D’Angelis’s cousin, Lisa Kempke, of Lancaster, who originally alerted D’Angelis to the genectic spread of sleep apnea, has also found relief from a variety of physical symptoms since her diagnosis at the Lockport center, including reduced blood pressure and cholesterol levels.
Kempke, a physical therapist, never dreamt she had sleep apnea until a nephew slept over during a blizzard in 2006.
“He noticed that I got up five times a night,” said Kempke. The next morning he told me, you have sleep apnea.”
“I got the machine and for the first time in my life I’m sleeping good,” she said. She also had her two kids tested — they had sleep apnea as well — and she contacted her cousin, D’Angelis about the genetics connection.

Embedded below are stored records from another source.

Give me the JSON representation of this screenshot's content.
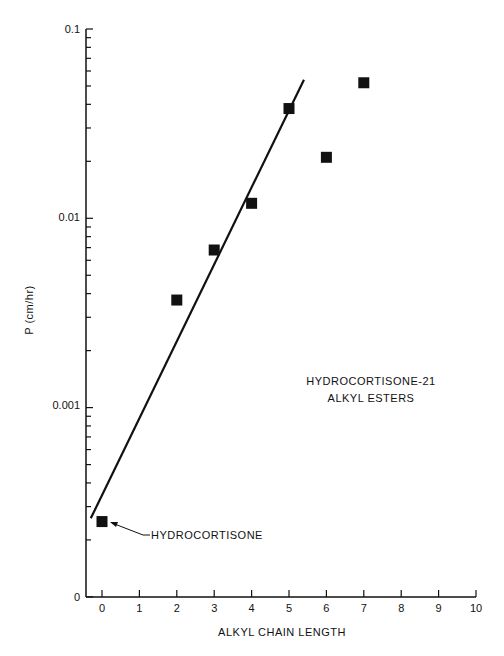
{
  "chart_data": {
    "type": "scatter",
    "title": "",
    "xlabel": "ALKYL CHAIN LENGTH",
    "ylabel": "P (cm/hr)",
    "yscale": "log",
    "xlim": [
      0,
      10
    ],
    "ylim": [
      0.0001,
      0.1
    ],
    "x_ticks": [
      "0",
      "1",
      "2",
      "3",
      "4",
      "5",
      "6",
      "7",
      "8",
      "9",
      "10"
    ],
    "y_ticks": [
      "0.1",
      "0.01",
      "0.001",
      "0"
    ],
    "grid": false,
    "series": [
      {
        "name": "Hydrocortisone-21 alkyl esters",
        "marker": "square",
        "x": [
          0,
          2,
          3,
          4,
          5,
          6,
          7
        ],
        "values": [
          0.00025,
          0.0037,
          0.0068,
          0.012,
          0.038,
          0.021,
          0.052
        ]
      }
    ],
    "fit_line": {
      "x": [
        -0.3,
        5.4
      ],
      "y": [
        0.00026,
        0.054
      ]
    },
    "annotations": [
      {
        "text": "HYDROCORTISONE",
        "points_to": [
          0,
          0.00025
        ]
      },
      {
        "text": "HYDROCORTISONE-21",
        "line": 1
      },
      {
        "text": "ALKYL ESTERS",
        "line": 2
      }
    ]
  },
  "labels": {
    "x_axis_title": "ALKYL CHAIN LENGTH",
    "y_axis_title": "P (cm/hr)",
    "legend_line1": "HYDROCORTISONE-21",
    "legend_line2": "ALKYL ESTERS",
    "arrow_label": "HYDROCORTISONE",
    "y_tick_0": "0.1",
    "y_tick_1": "0.01",
    "y_tick_2": "0.001",
    "y_tick_3": "0",
    "x_ticks": [
      "0",
      "1",
      "2",
      "3",
      "4",
      "5",
      "6",
      "7",
      "8",
      "9",
      "10"
    ]
  }
}
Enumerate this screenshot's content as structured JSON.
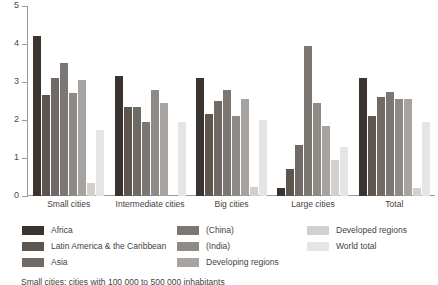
{
  "chart_data": {
    "type": "bar",
    "title": "",
    "xlabel": "",
    "ylabel": "",
    "ylim": [
      0,
      5
    ],
    "yticks": [
      "0",
      "1",
      "2",
      "3",
      "4",
      "5"
    ],
    "grid": false,
    "legend_position": "bottom",
    "categories": [
      "Small cities",
      "Intermediate cities",
      "Big cities",
      "Large cities",
      "Total"
    ],
    "series": [
      {
        "name": "Africa",
        "color": "#3b332f",
        "values": [
          4.2,
          3.15,
          3.1,
          0.2,
          3.1
        ]
      },
      {
        "name": "Latin America & the Caribbean",
        "color": "#5e554f",
        "values": [
          2.65,
          2.35,
          2.15,
          0.7,
          2.1
        ]
      },
      {
        "name": "Asia",
        "color": "#6f6a66",
        "values": [
          3.1,
          2.35,
          2.5,
          1.35,
          2.6
        ]
      },
      {
        "name": "(China)",
        "color": "#7c7772",
        "values": [
          3.5,
          1.95,
          2.8,
          3.95,
          2.75
        ]
      },
      {
        "name": "(India)",
        "color": "#8e8a86",
        "values": [
          2.7,
          2.8,
          2.1,
          2.45,
          2.55
        ]
      },
      {
        "name": "Developing regions",
        "color": "#a6a3a0",
        "values": [
          3.05,
          2.45,
          2.55,
          1.85,
          2.55
        ]
      },
      {
        "name": "Developed regions",
        "color": "#d2d0ce",
        "values": [
          0.35,
          0.0,
          0.25,
          0.95,
          0.2
        ]
      },
      {
        "name": "World total",
        "color": "#e6e5e3",
        "values": [
          1.75,
          1.95,
          2.0,
          1.3,
          1.95
        ]
      }
    ]
  },
  "footnote": "Small cities: cities with 100 000 to 500 000 inhabitants"
}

After D’Angelis went for tests, her five-year-old daughter, Elizabeth was also tested, and the child also received the sleep apnea diagnosis.
Elizabeth, who used to tell her “mom, I’m so tired, I don’t want to play,” is now energetic and happy, just like her mother.
Eventually, more of the D’Angelis family got tested. “Of the five siblings in my family, four have been diagnosed with sleep apnea. Three of four grandchildren were tested and all had it as well,” she said.
Dr. Daniel Rifkin, a co-owner of seven sleep centers in Western New York, started his medical career as a neurologist. The expansion into sleep disorders has been gratifying, he said.
“In neurology we deal with a lot of chronic illness,” he said, including Parkinson’s Disease and Alzheimer’s Disease. “We don’t do a lot of fixing as neurologists.”
Sleep medicine is different, he explained. “Someone can come in with problems and we fix them from stem to stern. They come back feeling great. It’s very gratifying over the years.”